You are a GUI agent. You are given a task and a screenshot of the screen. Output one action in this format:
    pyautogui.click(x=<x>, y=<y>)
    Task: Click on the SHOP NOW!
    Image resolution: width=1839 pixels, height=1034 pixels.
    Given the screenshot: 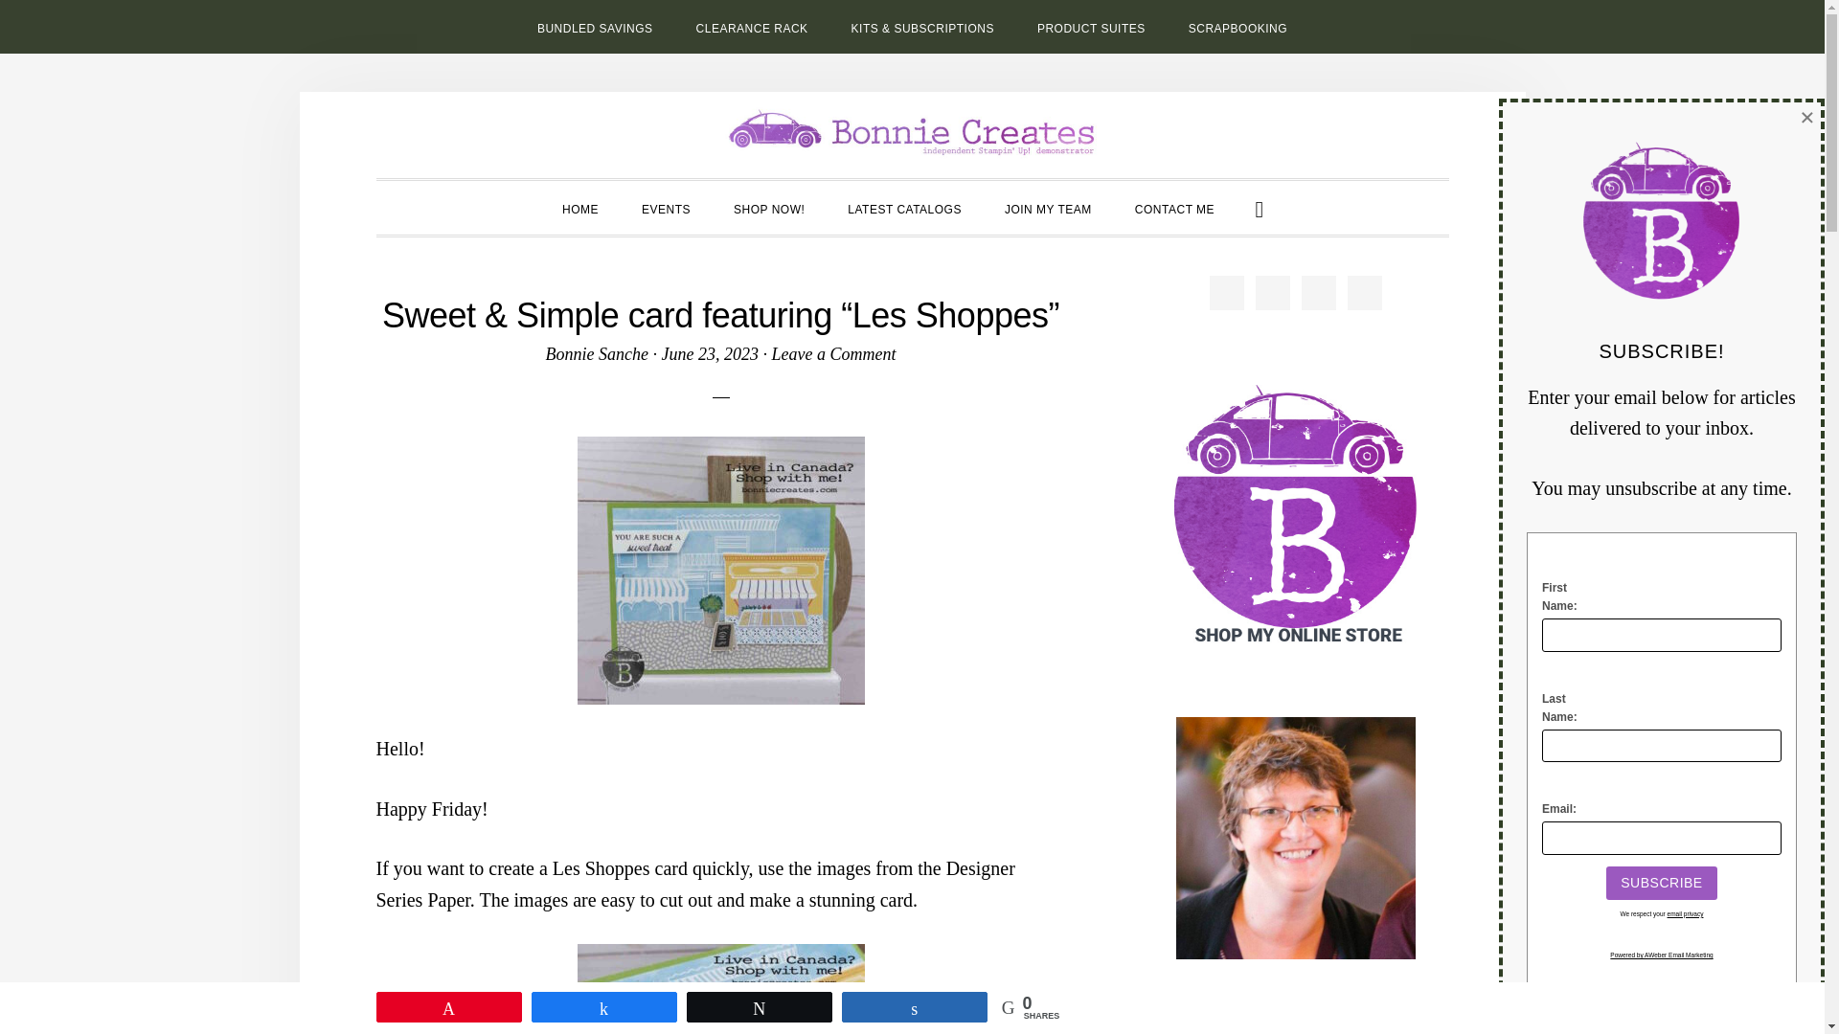 What is the action you would take?
    pyautogui.click(x=769, y=208)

### EXERCISE DIRECTIONS:
Give the lines of the material above again, exactly, from its first line through the line that contains "Image resolution: width=1839" and no further.

### THE ANSWER:
You are a GUI agent. You are given a task and a screenshot of the screen. Output one action in this format:
    pyautogui.click(x=<x>, y=<y>)
    Task: Click on the SHOP NOW!
    Image resolution: width=1839 pixels, height=1034 pixels.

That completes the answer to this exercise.